API Design

An API Error Taxonomy Shared by Users, Clients, and Operators

Layer transport, authentication, validation, conflict, quota, dependency, and internal failures into stable codes, HTTP status, retry guidance, and safe user copy.

A capability stays maintainable only when the team can explain every state, retry, and piece of residual data—not merely show one successful run. HTTP status carries generic semantics and application code carries stable cause. Clients never branch on localized, mutable, potentially unsafe messages.

An API contract includes units, defaults, idempotency, error classes, and version windows—not only field types. Clients distinguish retryable, user-action, and permanent outcomes to avoid duplicate side effects.

Questions the design must answer

This capability crosses clients, networks, and servers, so a local optimization can create a system failure. Decisions must constrain both endpoints, persisted truth, and operating budgets together.

  • Responses contain code, safeMessage, requestId, and optional retryAfter/details; documentation defines retryability, user action, metrics, and unknown-code fallback.
  • Separate protocol facts, user intent, and automatic recovery; automation may restore facts but never overturn an explicit choice.
  • Use explicit capability negotiation so older clients receive an explained fallback instead of a half-working state.

The delivery standard for An API Error Taxonomy Shared by Users, Clients, and Operators is a usable normal path, convergent failures, bounded resources, and a state users can understand. The result is a production capability that can be explained, degraded safely, and rolled back—not a demo that works once.

Edge cases are part of the feature

Production failures often appear when two individually valid actions overlap. Inspect stale messages, duplicate effects, exhausted resources, and mixed versions instead of patching only the current stack frame.

  • Returning 200 for every error breaks proxies and monitoring, while raw database or TURN text leaks internals and couples clients to vendor wording.
  • A boolean failure cannot distinguish retryable, user-action, and permanent refusal, producing an endless loop.
  • An untested fallback receives all traffic during a primary failure and becomes the slower, more expensive bottleneck.

Prove that it works with evidence

Build golden cases from known inputs and controlled faults, then align production metrics with those results. Verification extends to production only when signals detect the same degradation early.

  1. Generate validation, unauthorized, conflict, rate-limit, and internal failures for every endpoint; contract tests verify status, code, redaction, and UI action.
  2. Run one hundred start, fail, retry, and cancel cycles; handles, listeners, queues, and temporary data must return to baseline.
  3. Use fault injection to prove alerts precede user reports and operators can locate the failing phase from bounded evidence.

The release bar is clear: users understand the current state, failures stop or recover, resources stay bounded, and operators can identify the phase from minimum necessary evidence.

Put the guide to work

Open uCopy and connect two devices securely from the browser.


**The problem:**
Using the data below, return all lines in which "label" appears.

___ Data to examine ___

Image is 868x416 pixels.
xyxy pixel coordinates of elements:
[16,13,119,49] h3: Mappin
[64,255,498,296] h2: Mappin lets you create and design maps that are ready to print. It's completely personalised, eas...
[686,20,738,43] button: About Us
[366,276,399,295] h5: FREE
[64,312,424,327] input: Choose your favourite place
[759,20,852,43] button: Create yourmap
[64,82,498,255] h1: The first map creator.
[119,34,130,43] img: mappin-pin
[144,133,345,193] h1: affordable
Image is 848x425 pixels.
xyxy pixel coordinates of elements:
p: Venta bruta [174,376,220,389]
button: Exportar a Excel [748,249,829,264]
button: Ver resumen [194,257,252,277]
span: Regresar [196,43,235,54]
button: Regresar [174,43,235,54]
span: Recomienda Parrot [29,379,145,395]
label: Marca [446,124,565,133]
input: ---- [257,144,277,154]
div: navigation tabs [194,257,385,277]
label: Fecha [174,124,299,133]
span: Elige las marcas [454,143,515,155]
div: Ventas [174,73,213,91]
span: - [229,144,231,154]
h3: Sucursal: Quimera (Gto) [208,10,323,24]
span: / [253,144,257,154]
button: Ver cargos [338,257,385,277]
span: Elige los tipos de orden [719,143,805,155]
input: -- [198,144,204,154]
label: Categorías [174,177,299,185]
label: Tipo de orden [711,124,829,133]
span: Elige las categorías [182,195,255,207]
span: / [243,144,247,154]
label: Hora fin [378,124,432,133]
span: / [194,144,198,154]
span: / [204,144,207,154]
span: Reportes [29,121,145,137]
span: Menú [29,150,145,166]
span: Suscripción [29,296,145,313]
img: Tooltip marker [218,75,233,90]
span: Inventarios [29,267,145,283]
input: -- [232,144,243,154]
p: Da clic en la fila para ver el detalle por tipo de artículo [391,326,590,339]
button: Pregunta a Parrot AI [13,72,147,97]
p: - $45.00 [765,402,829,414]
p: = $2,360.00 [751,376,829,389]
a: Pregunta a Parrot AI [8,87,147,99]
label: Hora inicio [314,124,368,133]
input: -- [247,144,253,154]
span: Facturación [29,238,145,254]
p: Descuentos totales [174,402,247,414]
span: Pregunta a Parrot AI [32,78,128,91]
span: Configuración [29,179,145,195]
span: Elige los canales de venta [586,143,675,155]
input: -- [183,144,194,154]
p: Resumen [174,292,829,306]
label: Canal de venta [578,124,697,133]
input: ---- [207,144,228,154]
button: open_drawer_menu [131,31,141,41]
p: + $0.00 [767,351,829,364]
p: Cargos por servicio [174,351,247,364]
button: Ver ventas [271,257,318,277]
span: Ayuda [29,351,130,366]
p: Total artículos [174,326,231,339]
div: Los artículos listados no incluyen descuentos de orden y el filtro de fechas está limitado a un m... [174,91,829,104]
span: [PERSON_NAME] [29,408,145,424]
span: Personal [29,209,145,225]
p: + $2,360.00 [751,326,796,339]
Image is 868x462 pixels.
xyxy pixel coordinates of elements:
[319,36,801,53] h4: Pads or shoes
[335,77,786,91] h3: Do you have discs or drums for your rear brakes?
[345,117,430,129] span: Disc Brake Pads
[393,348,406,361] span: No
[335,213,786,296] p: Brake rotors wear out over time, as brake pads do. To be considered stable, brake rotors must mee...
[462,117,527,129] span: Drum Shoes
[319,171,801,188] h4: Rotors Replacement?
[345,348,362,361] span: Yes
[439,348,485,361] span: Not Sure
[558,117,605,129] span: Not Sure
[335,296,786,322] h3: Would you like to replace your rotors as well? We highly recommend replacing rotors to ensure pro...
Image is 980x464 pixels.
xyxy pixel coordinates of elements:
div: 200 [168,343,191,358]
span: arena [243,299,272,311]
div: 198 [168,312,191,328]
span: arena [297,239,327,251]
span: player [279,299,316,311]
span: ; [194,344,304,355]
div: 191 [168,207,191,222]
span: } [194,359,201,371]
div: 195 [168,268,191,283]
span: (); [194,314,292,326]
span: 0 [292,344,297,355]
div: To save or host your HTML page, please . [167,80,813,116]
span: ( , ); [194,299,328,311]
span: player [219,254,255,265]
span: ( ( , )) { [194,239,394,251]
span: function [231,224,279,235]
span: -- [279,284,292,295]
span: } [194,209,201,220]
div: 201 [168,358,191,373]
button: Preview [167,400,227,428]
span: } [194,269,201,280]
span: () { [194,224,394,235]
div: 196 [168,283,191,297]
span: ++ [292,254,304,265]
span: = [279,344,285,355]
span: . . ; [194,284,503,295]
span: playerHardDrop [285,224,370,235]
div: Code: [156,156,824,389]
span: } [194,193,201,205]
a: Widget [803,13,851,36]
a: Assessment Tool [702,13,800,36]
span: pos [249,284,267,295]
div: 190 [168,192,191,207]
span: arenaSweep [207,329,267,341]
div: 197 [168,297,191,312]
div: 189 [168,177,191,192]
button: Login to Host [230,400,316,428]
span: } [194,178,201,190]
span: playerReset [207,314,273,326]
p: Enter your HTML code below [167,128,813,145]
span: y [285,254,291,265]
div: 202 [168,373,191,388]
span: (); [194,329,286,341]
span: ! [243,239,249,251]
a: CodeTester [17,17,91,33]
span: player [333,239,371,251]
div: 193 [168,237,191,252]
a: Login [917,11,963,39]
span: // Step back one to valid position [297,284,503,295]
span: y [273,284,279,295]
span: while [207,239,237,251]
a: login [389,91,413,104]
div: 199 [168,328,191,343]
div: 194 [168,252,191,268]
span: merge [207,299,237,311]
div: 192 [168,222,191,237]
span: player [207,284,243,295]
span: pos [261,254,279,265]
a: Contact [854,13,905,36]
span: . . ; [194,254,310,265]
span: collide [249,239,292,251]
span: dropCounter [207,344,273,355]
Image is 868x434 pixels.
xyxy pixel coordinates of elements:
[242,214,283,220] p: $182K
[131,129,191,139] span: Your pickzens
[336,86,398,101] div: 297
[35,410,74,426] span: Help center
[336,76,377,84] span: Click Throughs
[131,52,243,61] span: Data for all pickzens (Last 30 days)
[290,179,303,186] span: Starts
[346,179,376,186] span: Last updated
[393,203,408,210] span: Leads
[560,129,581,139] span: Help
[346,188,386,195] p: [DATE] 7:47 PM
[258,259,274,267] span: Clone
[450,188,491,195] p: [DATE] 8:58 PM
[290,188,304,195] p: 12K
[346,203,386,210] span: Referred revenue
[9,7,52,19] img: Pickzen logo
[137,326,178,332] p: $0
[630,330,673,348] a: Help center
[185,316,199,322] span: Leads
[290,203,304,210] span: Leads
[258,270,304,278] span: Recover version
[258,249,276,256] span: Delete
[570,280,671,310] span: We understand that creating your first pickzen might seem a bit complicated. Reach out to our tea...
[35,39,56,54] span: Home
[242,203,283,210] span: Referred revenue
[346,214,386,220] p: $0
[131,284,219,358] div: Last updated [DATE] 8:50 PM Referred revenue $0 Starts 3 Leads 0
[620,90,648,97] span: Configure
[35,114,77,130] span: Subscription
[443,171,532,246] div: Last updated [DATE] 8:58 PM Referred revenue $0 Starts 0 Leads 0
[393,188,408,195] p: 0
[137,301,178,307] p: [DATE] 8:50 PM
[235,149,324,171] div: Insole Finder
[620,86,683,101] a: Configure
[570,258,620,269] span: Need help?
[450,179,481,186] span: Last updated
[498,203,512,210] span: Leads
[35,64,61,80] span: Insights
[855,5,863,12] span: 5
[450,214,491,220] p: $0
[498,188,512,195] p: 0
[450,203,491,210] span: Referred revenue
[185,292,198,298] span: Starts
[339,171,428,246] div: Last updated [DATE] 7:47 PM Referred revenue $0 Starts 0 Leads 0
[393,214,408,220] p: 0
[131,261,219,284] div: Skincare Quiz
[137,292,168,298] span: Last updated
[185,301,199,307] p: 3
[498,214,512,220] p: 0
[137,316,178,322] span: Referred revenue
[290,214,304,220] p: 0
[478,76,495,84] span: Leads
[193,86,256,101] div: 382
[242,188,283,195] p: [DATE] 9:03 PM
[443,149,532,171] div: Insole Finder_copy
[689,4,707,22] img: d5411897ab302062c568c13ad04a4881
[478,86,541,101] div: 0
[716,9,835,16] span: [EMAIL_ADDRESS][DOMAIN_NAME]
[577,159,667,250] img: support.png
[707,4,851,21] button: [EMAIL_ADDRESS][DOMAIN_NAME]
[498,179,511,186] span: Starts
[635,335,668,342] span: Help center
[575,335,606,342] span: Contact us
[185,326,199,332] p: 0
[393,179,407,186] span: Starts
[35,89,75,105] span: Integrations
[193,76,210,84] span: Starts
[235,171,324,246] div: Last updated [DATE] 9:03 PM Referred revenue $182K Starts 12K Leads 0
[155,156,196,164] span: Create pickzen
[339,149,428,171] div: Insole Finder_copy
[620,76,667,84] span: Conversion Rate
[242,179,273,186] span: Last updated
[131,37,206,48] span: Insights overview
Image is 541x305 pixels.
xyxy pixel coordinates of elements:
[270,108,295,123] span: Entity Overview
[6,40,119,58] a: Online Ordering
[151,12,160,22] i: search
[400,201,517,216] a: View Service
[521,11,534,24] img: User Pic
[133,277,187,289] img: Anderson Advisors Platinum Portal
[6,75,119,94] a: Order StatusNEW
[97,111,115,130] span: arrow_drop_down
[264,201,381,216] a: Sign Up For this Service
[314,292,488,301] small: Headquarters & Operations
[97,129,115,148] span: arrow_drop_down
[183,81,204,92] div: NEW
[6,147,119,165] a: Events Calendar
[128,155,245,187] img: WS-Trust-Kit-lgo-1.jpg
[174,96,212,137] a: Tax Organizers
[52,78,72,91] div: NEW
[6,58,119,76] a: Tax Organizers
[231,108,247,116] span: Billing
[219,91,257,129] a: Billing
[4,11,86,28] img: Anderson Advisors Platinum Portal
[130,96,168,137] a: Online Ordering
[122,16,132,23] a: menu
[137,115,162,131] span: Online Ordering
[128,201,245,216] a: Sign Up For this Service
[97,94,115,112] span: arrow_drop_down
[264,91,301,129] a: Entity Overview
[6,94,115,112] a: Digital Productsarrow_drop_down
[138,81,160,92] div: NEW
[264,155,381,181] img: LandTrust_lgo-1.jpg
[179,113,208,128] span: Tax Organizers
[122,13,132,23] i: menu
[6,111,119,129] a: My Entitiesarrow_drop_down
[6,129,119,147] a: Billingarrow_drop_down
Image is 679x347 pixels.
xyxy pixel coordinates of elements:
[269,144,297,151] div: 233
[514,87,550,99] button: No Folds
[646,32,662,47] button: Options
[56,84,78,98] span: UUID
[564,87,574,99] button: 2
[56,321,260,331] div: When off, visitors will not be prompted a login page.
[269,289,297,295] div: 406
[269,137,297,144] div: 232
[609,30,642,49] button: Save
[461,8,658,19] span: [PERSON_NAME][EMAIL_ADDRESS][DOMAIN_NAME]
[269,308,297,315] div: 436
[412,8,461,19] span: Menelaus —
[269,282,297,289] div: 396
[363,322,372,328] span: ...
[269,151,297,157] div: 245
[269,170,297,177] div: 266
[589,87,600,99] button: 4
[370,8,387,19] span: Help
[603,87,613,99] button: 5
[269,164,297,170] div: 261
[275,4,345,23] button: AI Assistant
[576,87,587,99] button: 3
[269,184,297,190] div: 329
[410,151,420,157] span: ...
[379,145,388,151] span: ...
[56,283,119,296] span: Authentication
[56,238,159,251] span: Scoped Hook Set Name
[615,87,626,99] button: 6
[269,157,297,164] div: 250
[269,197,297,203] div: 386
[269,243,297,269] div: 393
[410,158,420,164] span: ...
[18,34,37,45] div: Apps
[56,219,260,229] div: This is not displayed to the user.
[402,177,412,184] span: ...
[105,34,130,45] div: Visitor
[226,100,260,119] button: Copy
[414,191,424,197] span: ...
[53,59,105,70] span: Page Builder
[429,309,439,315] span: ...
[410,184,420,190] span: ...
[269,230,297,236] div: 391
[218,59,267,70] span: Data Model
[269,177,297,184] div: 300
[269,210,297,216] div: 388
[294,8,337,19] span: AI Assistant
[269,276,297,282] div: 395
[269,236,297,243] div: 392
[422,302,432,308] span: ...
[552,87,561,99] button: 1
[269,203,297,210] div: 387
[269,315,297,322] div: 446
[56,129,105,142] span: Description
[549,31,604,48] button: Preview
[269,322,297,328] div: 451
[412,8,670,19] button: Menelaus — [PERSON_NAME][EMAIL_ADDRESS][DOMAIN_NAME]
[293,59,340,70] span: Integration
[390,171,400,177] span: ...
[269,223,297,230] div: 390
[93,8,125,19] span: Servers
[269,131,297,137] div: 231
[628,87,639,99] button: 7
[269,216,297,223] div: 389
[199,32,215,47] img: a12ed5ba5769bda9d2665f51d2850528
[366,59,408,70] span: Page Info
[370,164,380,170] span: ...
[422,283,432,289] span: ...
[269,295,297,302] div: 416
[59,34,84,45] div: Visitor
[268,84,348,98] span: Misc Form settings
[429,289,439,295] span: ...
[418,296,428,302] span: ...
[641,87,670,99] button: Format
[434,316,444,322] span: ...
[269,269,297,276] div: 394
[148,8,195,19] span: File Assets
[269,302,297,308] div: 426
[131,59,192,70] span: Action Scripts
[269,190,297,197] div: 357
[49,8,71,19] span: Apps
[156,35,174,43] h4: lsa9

___

**Exercise answer:**
label: Marca [446,124,565,133]
label: Fecha [174,124,299,133]
label: Categorías [174,177,299,185]
label: Tipo de orden [711,124,829,133]
label: Hora fin [378,124,432,133]
label: Hora inicio [314,124,368,133]
label: Canal de venta [578,124,697,133]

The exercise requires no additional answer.